Furman’s hands holding the circular were steady and he read it carefully. His face was pale, but no muscles moved in it until he opened his mouth to speak. He tried to speak calmly. “It’s a lie.” He did not look up from the circular.
“You’re Lester Furman, aren’t you?” I asked.
He nodded, still not looking up.
“That’s your description, isn’t it?”
He nodded.
“That’s your photograph, isn’t it?”
He nodded, and then, staring at his photograph on the circular, he began to tremble — his lips, his hands, his legs.
I pushed a chair up behind him and said, “Sit down,” and he dropped down on it and shut his eyes, pressing the lids together. I took the circular from his limp hands.
George Propper, leaning against a side of the doorway, turned his loose grin from me to Wally and said, “So that’s that and so you lucky stiffs split a grand and a half reward money. Lucky Wally! If it ain’t vacations in New York at the city’s expense it’s reward money.”
Furman jumped up from the chair and screamed, “It’s a lie. It’s a frame-up. You can’t prove anything. There’s nothing to prove. I never killed anybody. I won’t be framed. I won’t be—”
I pushed him down on the chair again. “Take it easy,” I told him. “You’re wasting your breath on us. Save it for the Philadelphia police. We’re just holding you for them. If anything’s wrong it’s there, not here.”
“But it’s not the police. It’s the Trans-American De—”
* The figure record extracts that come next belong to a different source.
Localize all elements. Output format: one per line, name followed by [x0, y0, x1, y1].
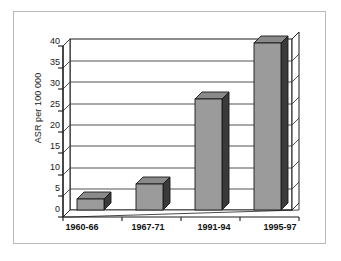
bar-1995-97[interactable] — [254, 36, 288, 210]
bar-front-face — [77, 199, 104, 210]
bar-chart: ASR per 100 000 0 5 10 15 20 25 30 35 40… — [0, 0, 341, 261]
bar-side-face — [222, 92, 229, 210]
bar-1967-71[interactable] — [136, 177, 170, 210]
bar-front-face — [195, 99, 222, 210]
bar-1991-94[interactable] — [195, 92, 229, 210]
y-axis-ticks — [58, 46, 63, 217]
bar-1960-66[interactable] — [77, 192, 111, 210]
bar-front-face — [136, 184, 163, 210]
bar-front-face — [254, 43, 281, 210]
x-axis-ticks — [63, 217, 299, 221]
figure-root: ASR per 100 000 0 5 10 15 20 25 30 35 40… — [0, 0, 341, 261]
plot-area — [0, 0, 341, 261]
bar-side-face — [281, 36, 288, 210]
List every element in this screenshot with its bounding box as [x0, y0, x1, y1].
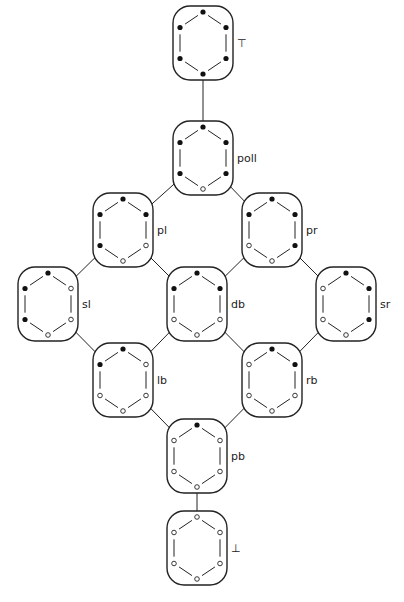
- node-label: lb: [157, 374, 167, 387]
- node-top: ⊤: [173, 6, 247, 80]
- filled-dot-icon: [120, 346, 125, 351]
- filled-dot-icon: [200, 9, 205, 14]
- node-label: rb: [306, 374, 318, 387]
- node-sl: sl: [18, 267, 91, 341]
- open-dot-icon: [218, 317, 223, 322]
- node-pl: pl: [93, 193, 167, 267]
- node-box: [242, 193, 302, 267]
- filled-dot-icon: [143, 212, 148, 217]
- node-label: sr: [380, 298, 391, 311]
- node-label: pb: [231, 450, 245, 463]
- node-box: [93, 193, 153, 267]
- node-db: db: [167, 267, 245, 341]
- filled-dot-icon: [177, 25, 182, 30]
- open-dot-icon: [201, 187, 206, 192]
- node-sr: sr: [316, 267, 391, 341]
- open-dot-icon: [321, 286, 326, 291]
- filled-dot-icon: [171, 286, 176, 291]
- open-dot-icon: [98, 393, 103, 398]
- filled-dot-icon: [45, 270, 50, 275]
- filled-dot-icon: [97, 362, 102, 367]
- open-dot-icon: [218, 469, 223, 474]
- filled-dot-icon: [292, 243, 297, 248]
- node-label: pr: [306, 224, 318, 237]
- open-dot-icon: [218, 438, 223, 443]
- filled-dot-icon: [292, 212, 297, 217]
- open-dot-icon: [46, 333, 51, 338]
- open-dot-icon: [195, 333, 200, 338]
- filled-dot-icon: [366, 317, 371, 322]
- open-dot-icon: [195, 485, 200, 490]
- filled-dot-icon: [269, 346, 274, 351]
- open-dot-icon: [293, 393, 298, 398]
- open-dot-icon: [144, 243, 149, 248]
- open-dot-icon: [172, 561, 177, 566]
- filled-dot-icon: [97, 212, 102, 217]
- node-label: poll: [237, 152, 257, 165]
- open-dot-icon: [270, 259, 275, 264]
- node-lb: lb: [93, 343, 167, 417]
- filled-dot-icon: [22, 317, 27, 322]
- node-bot: ⊥: [167, 511, 241, 585]
- filled-dot-icon: [177, 56, 182, 61]
- filled-dot-icon: [246, 212, 251, 217]
- open-dot-icon: [144, 362, 149, 367]
- open-dot-icon: [121, 409, 126, 414]
- open-dot-icon: [321, 317, 326, 322]
- open-dot-icon: [247, 393, 252, 398]
- node-label: ⊥: [231, 542, 241, 555]
- filled-dot-icon: [223, 140, 228, 145]
- open-dot-icon: [121, 259, 126, 264]
- node-box: [173, 6, 233, 80]
- node-box: [167, 419, 227, 493]
- filled-dot-icon: [223, 25, 228, 30]
- open-dot-icon: [69, 317, 74, 322]
- open-dot-icon: [69, 286, 74, 291]
- open-dot-icon: [344, 333, 349, 338]
- node-label: db: [231, 298, 245, 311]
- node-box: [93, 343, 153, 417]
- node-box: [167, 511, 227, 585]
- node-pb: pb: [167, 419, 245, 493]
- filled-dot-icon: [269, 196, 274, 201]
- node-box: [316, 267, 376, 341]
- filled-dot-icon: [343, 270, 348, 275]
- open-dot-icon: [172, 317, 177, 322]
- open-dot-icon: [144, 393, 149, 398]
- open-dot-icon: [247, 243, 252, 248]
- node-rb: rb: [242, 343, 318, 417]
- open-dot-icon: [195, 515, 200, 520]
- node-box: [167, 267, 227, 341]
- filled-dot-icon: [223, 171, 228, 176]
- node-box: [242, 343, 302, 417]
- lattice-diagram: ⊤pollplprsldbsrlbrbpb⊥: [0, 0, 404, 602]
- node-box: [173, 121, 233, 195]
- open-dot-icon: [195, 577, 200, 582]
- filled-dot-icon: [22, 286, 27, 291]
- filled-dot-icon: [200, 124, 205, 129]
- filled-dot-icon: [97, 243, 102, 248]
- filled-dot-icon: [194, 270, 199, 275]
- node-pr: pr: [242, 193, 318, 267]
- open-dot-icon: [172, 438, 177, 443]
- filled-dot-icon: [177, 140, 182, 145]
- open-dot-icon: [270, 409, 275, 414]
- node-box: [18, 267, 78, 341]
- node-poll: poll: [173, 121, 257, 195]
- open-dot-icon: [218, 561, 223, 566]
- filled-dot-icon: [177, 171, 182, 176]
- filled-dot-icon: [223, 56, 228, 61]
- open-dot-icon: [247, 362, 252, 367]
- open-dot-icon: [218, 530, 223, 535]
- open-dot-icon: [172, 469, 177, 474]
- node-label: pl: [157, 224, 167, 237]
- filled-dot-icon: [366, 286, 371, 291]
- filled-dot-icon: [120, 196, 125, 201]
- node-label: ⊤: [237, 37, 247, 50]
- nodes: ⊤pollplprsldbsrlbrbpb⊥: [18, 6, 391, 585]
- filled-dot-icon: [200, 71, 205, 76]
- filled-dot-icon: [194, 422, 199, 427]
- open-dot-icon: [172, 530, 177, 535]
- filled-dot-icon: [217, 286, 222, 291]
- node-label: sl: [82, 298, 91, 311]
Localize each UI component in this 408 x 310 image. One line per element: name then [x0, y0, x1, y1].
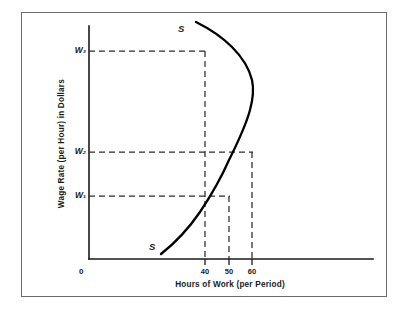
x-axis-title: Hours of Work (per Period) [120, 281, 340, 289]
y-axis-title: Wage Rate (per Hour) in Dollars [58, 79, 66, 208]
y-tick-label-w3: W₃ [72, 46, 86, 55]
x-tick-label-60: 60 [241, 268, 263, 276]
x-tick-label-40: 40 [194, 268, 216, 276]
figure-canvas: S S W₃ W₂ W₁ 40 50 60 0 Hours of Work (p… [0, 0, 408, 310]
y-tick-label-w2: W₂ [72, 147, 86, 156]
curve-label-s-top: S [178, 24, 184, 34]
y-tick-label-w1: W₁ [72, 191, 86, 200]
curve-label-s-bottom: S [149, 242, 155, 252]
supply-curve-s [161, 22, 253, 254]
origin-label: 0 [79, 268, 83, 276]
x-tick-label-50: 50 [218, 268, 240, 276]
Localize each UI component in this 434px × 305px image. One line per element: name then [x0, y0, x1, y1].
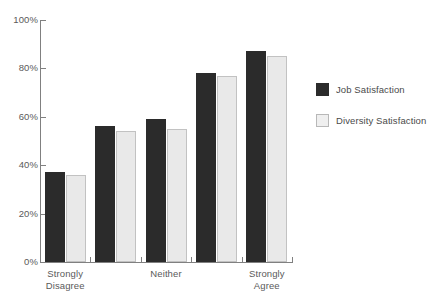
bar-chart: 100%80%60%40%20%0% StronglyDisagreeNeith…: [0, 0, 434, 305]
category-label-line2: Disagree: [20, 280, 110, 292]
chart-legend: Job SatisfactionDiversity Satisfaction: [316, 82, 434, 144]
bar-job-satisfaction: [246, 51, 266, 262]
y-axis-tick-label: 60%: [4, 112, 38, 122]
bar-job-satisfaction: [146, 119, 166, 262]
bar-diversity-satisfaction: [116, 131, 136, 262]
legend-item: Job Satisfaction: [316, 82, 434, 96]
y-axis-tick-label: 0%: [4, 257, 38, 267]
legend-label: Job Satisfaction: [336, 84, 405, 95]
category-label-line1: Strongly: [222, 268, 312, 280]
legend-swatch-icon: [316, 114, 329, 127]
y-axis-tick-label: 80%: [4, 63, 38, 73]
bar-group: [246, 20, 287, 262]
bar-group: [45, 20, 86, 262]
bar-job-satisfaction: [45, 172, 65, 262]
y-axis-tick-label: 100%: [4, 15, 38, 25]
x-axis-line: [40, 262, 293, 263]
bar-group: [146, 20, 187, 262]
x-axis-tick-mark: [292, 257, 293, 263]
bar-diversity-satisfaction: [66, 175, 86, 262]
category-label-line2: Agree: [222, 280, 312, 292]
legend-label: Diversity Satisfaction: [336, 115, 426, 126]
x-axis-category-label: StronglyAgree: [222, 268, 312, 292]
y-axis-tick-label: 40%: [4, 160, 38, 170]
bar-diversity-satisfaction: [267, 56, 287, 262]
bar-job-satisfaction: [95, 126, 115, 262]
bar-job-satisfaction: [196, 73, 216, 262]
category-label-line1: Neither: [121, 268, 211, 280]
bar-diversity-satisfaction: [217, 76, 237, 262]
x-axis-category-label: Neither: [121, 268, 211, 280]
x-axis-category-label: StronglyDisagree: [20, 268, 110, 292]
category-label-line1: Strongly: [20, 268, 110, 280]
y-axis-tick-label: 20%: [4, 209, 38, 219]
legend-swatch-icon: [316, 83, 329, 96]
plot-area: [40, 20, 292, 262]
bar-group: [196, 20, 237, 262]
bar-diversity-satisfaction: [167, 129, 187, 262]
legend-item: Diversity Satisfaction: [316, 113, 434, 127]
bar-group: [95, 20, 136, 262]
“We turn you over to the police.”
He started to say something, broke off, sighed, made a little hopeless gesture with his hands, and tried to smile. “Then there’s nothing I can do now?”
“There’s nothing any of us can do till morning,” I said. “We’ll have to search you, then we won’t bother you any more till they come for you.”
In the black Gladstone bag we found a couple of changes of clothes, some toilet articles, and a loaded.38 automatic. In his pockets we found a hundred and sixty-some dollars, a book of checks on a Philadelphia bank, business cards and a few letters that seemed to show he was in the real-estate business, and the sort of odds and ends that you usually find in men’s pockets. While Wally was putting these things in the vault I told George Propper to lock Furman up.
George rattled keys in his pocket and said, “Come along, darling. We ain’t had anybody in our little hoosegow for three days. You’ll have it all to yourself, just like a suite in the Ritz.”
Furman said, “Good night and thank you,” to me, and followed George out.
When George came back he leaned against the doorframe again and asked, “How about you big-hearted boys cutting me in on a little of that blood money?”
Wally said, “Sure. I’ll forget that two and a half you been owing me three months.”
I said, “Make him as comfortable as you can, George. If he wants anything sent in, O.K.”
“He’s valuable, huh? If it was some bum that didn’t mean a nickel to you — Maybe I ought to take a pillow off my bed for him.” He spat at the cuspidor and missed. “He’s just like the rest of ’em to me.”